**DATA SHOWN**
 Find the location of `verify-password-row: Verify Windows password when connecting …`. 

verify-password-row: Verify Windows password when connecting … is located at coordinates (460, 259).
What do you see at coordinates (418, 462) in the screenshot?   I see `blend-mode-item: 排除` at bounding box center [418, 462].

==

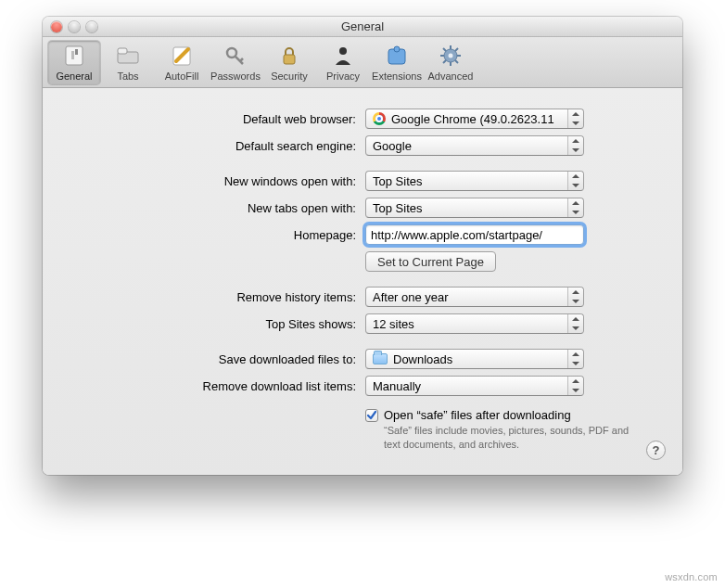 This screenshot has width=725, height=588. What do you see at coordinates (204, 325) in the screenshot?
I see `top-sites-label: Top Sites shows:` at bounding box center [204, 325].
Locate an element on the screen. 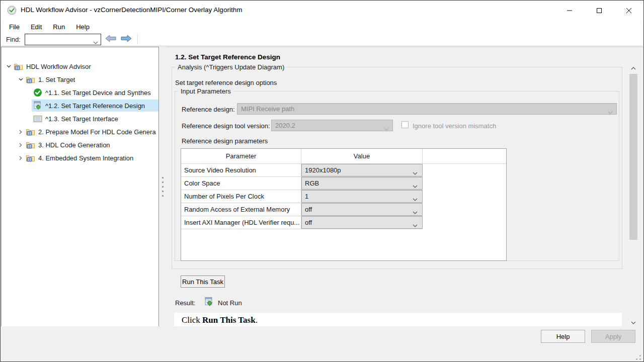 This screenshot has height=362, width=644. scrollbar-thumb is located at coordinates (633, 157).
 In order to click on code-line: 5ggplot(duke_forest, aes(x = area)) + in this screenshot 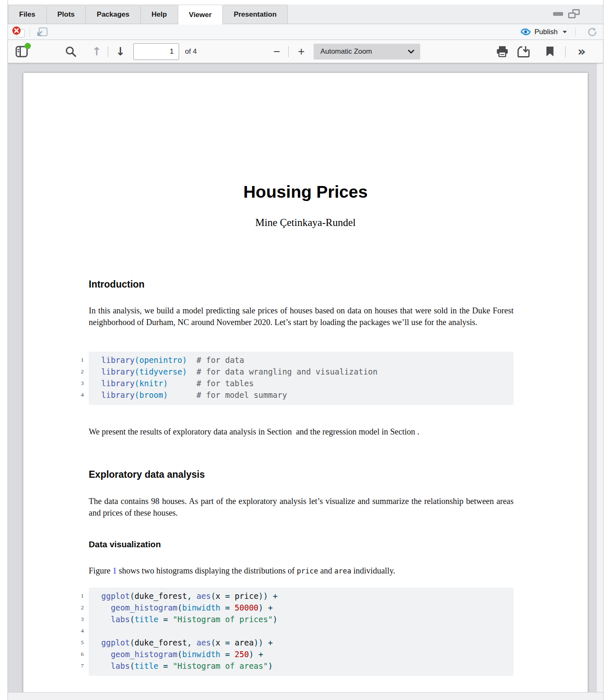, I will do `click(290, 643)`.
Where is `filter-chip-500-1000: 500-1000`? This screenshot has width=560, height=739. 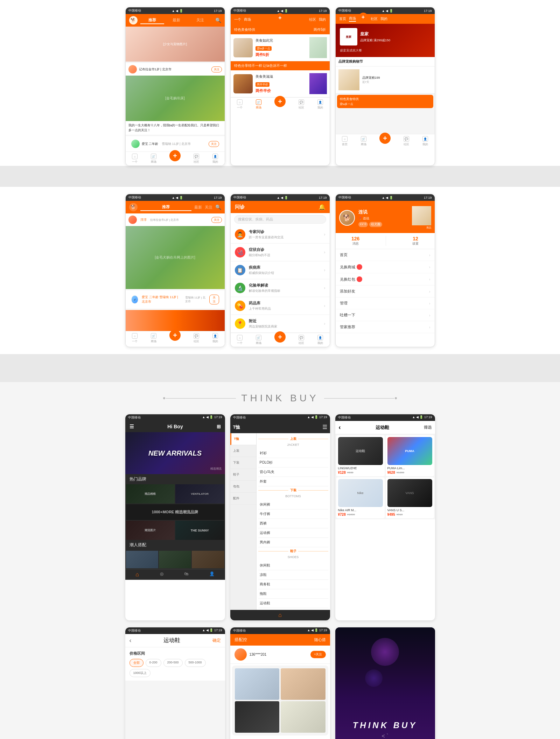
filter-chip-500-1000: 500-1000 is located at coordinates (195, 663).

**EXERCISE INSTRUCTIONS**
In the entries above, restate word for word the lines between the one holding "Find the location" and the one holding "What do you see at coordinates (418, 462)", inclusive, and nothing besides.

**YOUR RESPONSE**
 Find the location of `verify-password-row: Verify Windows password when connecting …`. 

verify-password-row: Verify Windows password when connecting … is located at coordinates (460, 259).
What do you see at coordinates (418, 462) in the screenshot?   I see `blend-mode-item: 排除` at bounding box center [418, 462].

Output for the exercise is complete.